Antonio Pichillá focuses on the ever-developing connections between western contemporary art and the vernacular tradition of craft. Using natural materials Pichillá draws from Mayan epistemology to: “Restlessly look for a bond that integrate(s) with the environment as something inexact, uncodified. I struggle to give form to transitory states”. Examining the ancient culture of his native Tz’utujil heritage and the postcolonial notion of a homogenous national identity, Pichillá’s works are an act of resistance to otherness and binary constructions of identity. Instead, his work celebrates the heterogeneity of everyday contemporary Tz’utujil life. From his studio at Lake Atitlán the artist’s practice is driven by anthropological research into Guatemala’s urban and rural regions.
La Piedra De Sol (The Sun Stone) is inspired by a day in the Mayan calendar, B’atz (Knot) day, which celebrates beginning and ending, tying and untying, winding and unwinding, much like existence itself. It is also a healing mechanism too, like a necklace used by spirit guides today. Espantapajaro (Scarecrow) is inspired by scarecrows that the artist has seen, the handmade form that helps protect growing plants from birds. For the artist, it is an important part within the agricultural life cycle, especially early on when the crop is vulnerable at the beginning of February when the first rains fall. The work is made from found threads, textiles and pieces of wood creating a protective yet strange, menacing shape. The artist is interested in the relationship between bodies, memory, fabric, and identity.
Alexandra Zarins predominantly works with oil painting. Zarins is fascinated by the human figure and the psychology of portraiture. The artist draws inspiration from the Old Masters to reflect and respond to the figure in the context of our contemporary world. Leaning into the language of caricature and satire, she explores imagined alternate paradigms of people and creatures revelling and rioting in debauched arenas like playgrounds of hell. These worlds propose that by night – which functions as the alien influence – our recognisable identities are changed. Disrupting the fun: the untamed ferocity and celebration of visceral impulses offered here gives way to hedonism, and turns salacious and sinister, haunted by an undercurrent of existential dread. Her paintings satisfy a perverse desire to indulge in the grotesque and obscene, sometimes confronting us with uncomfortable reflections of society.

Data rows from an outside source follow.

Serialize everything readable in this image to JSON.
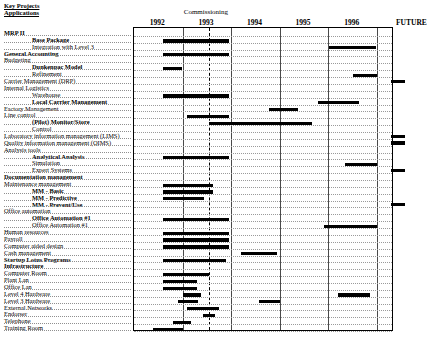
{
  "header": {
    "title_line1": "Key Projects",
    "title_line2": "Applications",
    "commissioning_label": "Commissioning",
    "future_label": "FUTURE"
  },
  "chart_data": {
    "type": "bar",
    "title": "Key Projects Applications",
    "subtitle": "Commissioning",
    "xlabel": "",
    "ylabel": "",
    "orientation": "horizontal",
    "style": "gantt",
    "grid": true,
    "legend": "none",
    "x_axis": {
      "tick_labels": [
        "1992",
        "1993",
        "1994",
        "1995",
        "1996",
        "FUTURE"
      ],
      "range_start": 1992.0,
      "range_end": 1997.0,
      "future_column": true
    },
    "annotations": [
      {
        "label": "Commissioning",
        "type": "vertical-dashed-line",
        "x": 1993.55
      }
    ],
    "categories": [
      "MRP II",
      "Base Package",
      "Integration with Level 3",
      "General Accounting",
      "Budgeting",
      "Dunkenpac Model",
      "Refinement",
      "Carrier Management (DRP)",
      "Internal Logistics",
      "Warehouse",
      "Local Carrier Management",
      "Factory Management",
      "Line control",
      "(Pilot) Monitor/Store",
      "Control",
      "Laboratory information management (LIMS)",
      "Quality information management (QIMS)",
      "Analysis tools",
      "Analytical Analysis",
      "Simulation",
      "Expert Systems",
      "Documentation management",
      "Maintenance  management",
      "MM - Basic",
      "MM - Predictive",
      "MM - Prevent/Use",
      "Office automation",
      "Office Automation #1",
      "Office Automation #1",
      "Human resources",
      "Payroll",
      "Computer aided design",
      "Cash management",
      "Startup Lotus Programs",
      "Infrastructure",
      "Computer Room",
      "Plant Lan",
      "Office Lan",
      "Level 4 Hardware",
      "Level 3 Hardware",
      "External Networks",
      "Endorser",
      "Telephone",
      "Training Room"
    ],
    "tasks": [
      {
        "name": "MRP II",
        "indent": 0,
        "bold": true,
        "bars": []
      },
      {
        "name": "Base Package",
        "indent": 2,
        "bold": true,
        "bars": [
          {
            "start": 1992.6,
            "end": 1993.96
          }
        ]
      },
      {
        "name": "Integration with Level 3",
        "indent": 2,
        "bold": false,
        "bars": [
          {
            "start": 1996.02,
            "end": 1996.98
          }
        ]
      },
      {
        "name": "General Accounting",
        "indent": 0,
        "bold": true,
        "bars": [
          {
            "start": 1992.6,
            "end": 1993.96
          }
        ]
      },
      {
        "name": "Budgeting",
        "indent": 0,
        "bold": false,
        "bars": []
      },
      {
        "name": "Dunkenpac Model",
        "indent": 2,
        "bold": true,
        "bars": [
          {
            "start": 1992.6,
            "end": 1992.99
          }
        ]
      },
      {
        "name": "Refinement",
        "indent": 2,
        "bold": false,
        "bars": [
          {
            "start": 1996.5,
            "end": 1997.0
          }
        ]
      },
      {
        "name": "Carrier Management (DRP)",
        "indent": 0,
        "bold": false,
        "bars": [
          {
            "start": 1997.05,
            "end": 1997.3
          }
        ]
      },
      {
        "name": "Internal Logistics",
        "indent": 0,
        "bold": false,
        "bars": []
      },
      {
        "name": "Warehouse",
        "indent": 2,
        "bold": false,
        "bars": [
          {
            "start": 1992.6,
            "end": 1993.96
          }
        ]
      },
      {
        "name": "Local Carrier Management",
        "indent": 2,
        "bold": true,
        "bars": [
          {
            "start": 1995.78,
            "end": 1996.62
          }
        ]
      },
      {
        "name": "Factory Management",
        "indent": 0,
        "bold": false,
        "bars": [
          {
            "start": 1994.78,
            "end": 1995.38
          }
        ]
      },
      {
        "name": "Line control",
        "indent": 0,
        "bold": false,
        "bars": [
          {
            "start": 1993.1,
            "end": 1993.96
          }
        ]
      },
      {
        "name": "(Pilot) Monitor/Store",
        "indent": 2,
        "bold": true,
        "bars": [
          {
            "start": 1993.55,
            "end": 1995.66
          }
        ]
      },
      {
        "name": "Control",
        "indent": 2,
        "bold": false,
        "bars": []
      },
      {
        "name": "Laboratory information management (LIMS)",
        "indent": 0,
        "bold": false,
        "bars": [
          {
            "start": 1997.05,
            "end": 1997.3
          }
        ]
      },
      {
        "name": "Quality information management (QIMS)",
        "indent": 0,
        "bold": false,
        "bars": [
          {
            "start": 1997.05,
            "end": 1997.3
          }
        ]
      },
      {
        "name": "Analysis tools",
        "indent": 0,
        "bold": false,
        "bars": []
      },
      {
        "name": "Analytical Analysis",
        "indent": 2,
        "bold": true,
        "bars": [
          {
            "start": 1992.6,
            "end": 1993.96
          }
        ]
      },
      {
        "name": "Simulation",
        "indent": 2,
        "bold": false,
        "bars": [
          {
            "start": 1996.35,
            "end": 1997.3
          }
        ]
      },
      {
        "name": "Expert Systems",
        "indent": 2,
        "bold": false,
        "bars": [
          {
            "start": 1997.05,
            "end": 1997.3
          }
        ]
      },
      {
        "name": "Documentation management",
        "indent": 0,
        "bold": true,
        "bars": []
      },
      {
        "name": "Maintenance  management",
        "indent": 0,
        "bold": false,
        "bars": [
          {
            "start": 1992.6,
            "end": 1993.62
          }
        ]
      },
      {
        "name": "MM - Basic",
        "indent": 2,
        "bold": true,
        "bars": [
          {
            "start": 1992.6,
            "end": 1993.62
          }
        ]
      },
      {
        "name": "MM - Predictive",
        "indent": 2,
        "bold": true,
        "bars": [
          {
            "start": 1992.6,
            "end": 1993.45
          }
        ]
      },
      {
        "name": "MM - Prevent/Use",
        "indent": 2,
        "bold": true,
        "bars": [
          {
            "start": 1997.05,
            "end": 1997.3
          }
        ]
      },
      {
        "name": "Office automation",
        "indent": 0,
        "bold": false,
        "bars": []
      },
      {
        "name": "Office Automation #1",
        "indent": 2,
        "bold": true,
        "bars": [
          {
            "start": 1992.6,
            "end": 1993.96
          }
        ]
      },
      {
        "name": "Office Automation #1",
        "indent": 2,
        "bold": false,
        "bars": [
          {
            "start": 1995.9,
            "end": 1997.0
          }
        ]
      },
      {
        "name": "Human resources",
        "indent": 0,
        "bold": false,
        "bars": [
          {
            "start": 1992.6,
            "end": 1993.96
          }
        ]
      },
      {
        "name": "Payroll",
        "indent": 0,
        "bold": false,
        "bars": [
          {
            "start": 1992.6,
            "end": 1993.96
          }
        ]
      },
      {
        "name": "Computer aided design",
        "indent": 0,
        "bold": false,
        "bars": [
          {
            "start": 1992.6,
            "end": 1993.96
          }
        ]
      },
      {
        "name": "Cash management",
        "indent": 0,
        "bold": false,
        "bars": [
          {
            "start": 1994.2,
            "end": 1994.95
          }
        ]
      },
      {
        "name": "Startup Lotus Programs",
        "indent": 0,
        "bold": true,
        "bars": [
          {
            "start": 1992.6,
            "end": 1993.9
          }
        ]
      },
      {
        "name": "Infrastructure",
        "indent": 0,
        "bold": true,
        "bars": []
      },
      {
        "name": "Computer Room",
        "indent": 0,
        "bold": false,
        "bars": [
          {
            "start": 1992.6,
            "end": 1993.55
          }
        ]
      },
      {
        "name": "Plant Lan",
        "indent": 0,
        "bold": false,
        "bars": [
          {
            "start": 1992.6,
            "end": 1993.3
          }
        ]
      },
      {
        "name": "Office Lan",
        "indent": 0,
        "bold": false,
        "bars": [
          {
            "start": 1992.6,
            "end": 1993.3
          }
        ]
      },
      {
        "name": "Level 4 Hardware",
        "indent": 0,
        "bold": false,
        "bars": [
          {
            "start": 1993.0,
            "end": 1993.38
          },
          {
            "start": 1996.2,
            "end": 1996.85
          }
        ]
      },
      {
        "name": "Level 3 Hardware",
        "indent": 0,
        "bold": false,
        "bars": [
          {
            "start": 1992.9,
            "end": 1993.32
          },
          {
            "start": 1994.58,
            "end": 1995.0
          }
        ]
      },
      {
        "name": "External Networks",
        "indent": 0,
        "bold": false,
        "bars": [
          {
            "start": 1993.1,
            "end": 1993.75
          }
        ]
      },
      {
        "name": "Endorser",
        "indent": 0,
        "bold": false,
        "bars": [
          {
            "start": 1993.42,
            "end": 1993.66
          }
        ]
      },
      {
        "name": "Telephone",
        "indent": 0,
        "bold": false,
        "bars": [
          {
            "start": 1992.8,
            "end": 1993.18
          }
        ]
      },
      {
        "name": "Training Room",
        "indent": 0,
        "bold": false,
        "bars": [
          {
            "start": 1992.4,
            "end": 1993.0
          }
        ]
      }
    ]
  }
}
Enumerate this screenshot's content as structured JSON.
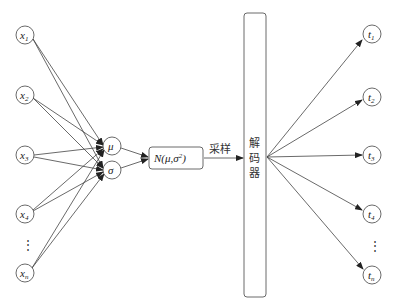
{
  "diagram": {
    "type": "vae-decoder-network",
    "inputs": [
      {
        "id": "x1",
        "base": "x",
        "sub": "1",
        "cx": 25,
        "cy": 35
      },
      {
        "id": "x2",
        "base": "x",
        "sub": "2",
        "cx": 25,
        "cy": 95
      },
      {
        "id": "x3",
        "base": "x",
        "sub": "3",
        "cx": 25,
        "cy": 155
      },
      {
        "id": "x4",
        "base": "x",
        "sub": "4",
        "cx": 25,
        "cy": 214
      },
      {
        "id": "xn",
        "base": "x",
        "sub": "n",
        "cx": 25,
        "cy": 273
      }
    ],
    "input_ellipsis": "⋮",
    "latent": [
      {
        "id": "mu",
        "label": "μ",
        "cx": 112,
        "cy": 146
      },
      {
        "id": "sigma",
        "label": "σ",
        "cx": 112,
        "cy": 170
      }
    ],
    "distribution": {
      "label_prefix": "N(μ,σ",
      "sup": "2",
      "label_suffix": ")"
    },
    "sample_label": "采样",
    "decoder": {
      "label_chars": [
        "解",
        "码",
        "器"
      ]
    },
    "outputs": [
      {
        "id": "t1",
        "base": "t",
        "sub": "1",
        "cx": 372,
        "cy": 34
      },
      {
        "id": "t2",
        "base": "t",
        "sub": "2",
        "cx": 372,
        "cy": 97
      },
      {
        "id": "t3",
        "base": "t",
        "sub": "3",
        "cx": 372,
        "cy": 155
      },
      {
        "id": "t4",
        "base": "t",
        "sub": "4",
        "cx": 372,
        "cy": 214
      },
      {
        "id": "tn",
        "base": "t",
        "sub": "n",
        "cx": 372,
        "cy": 275
      }
    ],
    "output_ellipsis": "⋮",
    "colors": {
      "stroke": "#444444",
      "text": "#222222",
      "background": "#ffffff"
    }
  }
}
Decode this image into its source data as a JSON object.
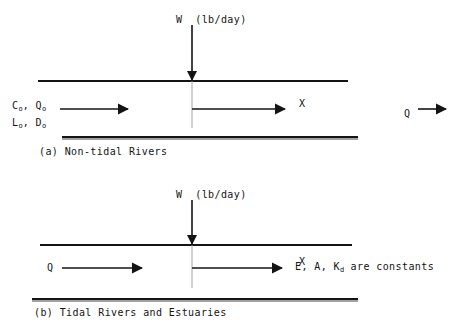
{
  "figure": {
    "background_color": "#ffffff",
    "line_color": "#141414",
    "width": 452,
    "height": 329
  },
  "panel_a": {
    "caption": "(a) Non-tidal Rivers",
    "load_label": "W  (lb/day)",
    "distance_label": "X",
    "upstream_line1_main": "C",
    "upstream_line1_sub1": "o",
    "upstream_line1_sep": ", Q",
    "upstream_line1_sub2": "o",
    "upstream_line2_main": "L",
    "upstream_line2_sub1": "o",
    "upstream_line2_sep": ", D",
    "upstream_line2_sub2": "o",
    "downstream_flow_label": "Q"
  },
  "panel_b": {
    "caption": "(b) Tidal Rivers and Estuaries",
    "load_label": "W  (lb/day)",
    "distance_label": "X",
    "flow_label": "Q",
    "constants_main": "E, A, K",
    "constants_sub": "d",
    "constants_tail": " are constants"
  }
}
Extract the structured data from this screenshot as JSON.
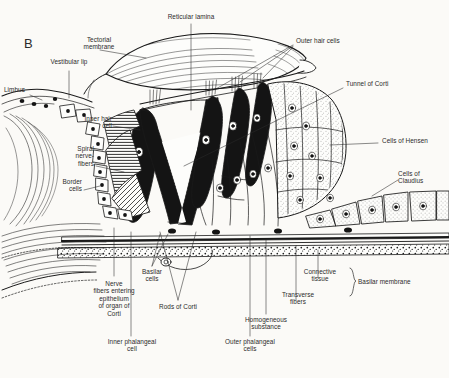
{
  "figure": {
    "panel_letter": "B",
    "subject": "Organ of Corti",
    "style": "black-and-white histological line drawing",
    "background_color": "#fbfaf7",
    "ink_color": "#1a1a1a"
  },
  "labels": {
    "reticular_lamina": "Reticular lamina",
    "tectorial_membrane": "Tectorial\nmembrane",
    "vestibular_lip": "Vestibular lip",
    "limbus": "Limbus",
    "outer_hair_cells": "Outer hair cells",
    "tunnel_of_corti": "Tunnel of Corti",
    "cells_of_hensen": "Cells of Hensen",
    "cells_of_claudius": "Cells of\nClaudius",
    "inner_hair_cell": "Inner hair\ncell",
    "spiral_nerve_fibers": "Spiral\nnerve-\nfibers",
    "border_cells": "Border\ncells",
    "nerve_fibers_entering": "Nerve\nfibers entering\nepithelium\nof organ of\nCorti",
    "basilar_cells": "Basilar\ncells",
    "rods_of_corti": "Rods of Corti",
    "inner_phalangeal_cell": "Inner phalangeal\ncell",
    "outer_phalangeal_cells": "Outer phalangeal\ncells",
    "homogeneous_substance": "Homogeneous\nsubstance",
    "transverse_fibers": "Transverse\nfibers",
    "connective_tissue": "Connective\ntissue",
    "basilar_membrane": "Basilar membrane"
  },
  "structures": [
    {
      "name": "tectorial-membrane",
      "description": "large striated lens-shaped flap overhanging the hair cells"
    },
    {
      "name": "reticular-lamina",
      "description": "thin plate at apical surface of hair cells"
    },
    {
      "name": "inner-hair-cell",
      "description": "single dark flask-shaped cell medial to the tunnel"
    },
    {
      "name": "outer-hair-cells",
      "description": "three dark elongated cells lateral to the tunnel"
    },
    {
      "name": "tunnel-of-corti",
      "description": "triangular A-shaped space between inner and outer rods"
    },
    {
      "name": "rods-of-corti",
      "description": "two heavy dark pillars forming the tunnel"
    },
    {
      "name": "cells-of-hensen",
      "description": "tall stippled columnar cells sloping down to the right"
    },
    {
      "name": "cells-of-claudius",
      "description": "low cuboidal stippled cells at the lateral base"
    },
    {
      "name": "border-cells",
      "description": "chain of small rectangular cells along the inner curve"
    },
    {
      "name": "spiral-nerve-fibers",
      "description": "hatched band entering under the inner hair cell"
    },
    {
      "name": "basilar-membrane",
      "description": "horizontal layered band at the base with homogeneous substance, transverse fibers and connective tissue"
    },
    {
      "name": "limbus",
      "description": "fibrous shelf at far left"
    }
  ]
}
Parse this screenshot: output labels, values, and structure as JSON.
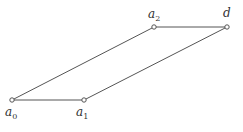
{
  "diagram": {
    "type": "parallelogram",
    "stroke_color": "#555555",
    "points": [
      {
        "id": "a0",
        "base": "a",
        "sub": "0",
        "x": 12,
        "y": 100,
        "label_x": 5,
        "label_y": 116
      },
      {
        "id": "a1",
        "base": "a",
        "sub": "1",
        "x": 84,
        "y": 100,
        "label_x": 76,
        "label_y": 116
      },
      {
        "id": "a2",
        "base": "a",
        "sub": "2",
        "x": 154,
        "y": 27,
        "label_x": 148,
        "label_y": 18
      },
      {
        "id": "d",
        "base": "d",
        "sub": "",
        "x": 227,
        "y": 27,
        "label_x": 223,
        "label_y": 17
      }
    ],
    "edges": [
      [
        "a0",
        "a1"
      ],
      [
        "a1",
        "d"
      ],
      [
        "d",
        "a2"
      ],
      [
        "a2",
        "a0"
      ]
    ]
  }
}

The artist works from her imagination conjuring surreal moments of pronounced connection and intimacy. The obsessive repetitive marks build up layers as thick paint is pulled across the surface of the canvas presenting elongated figures that seem supportive yet hostile. Zarins is interested in the dialogue between intimacy with oneself and others, something that is comforting and peaceful yet also challenging and made uneasy by critical and over-analytical thoughts as crippling self- consciousness seeps in.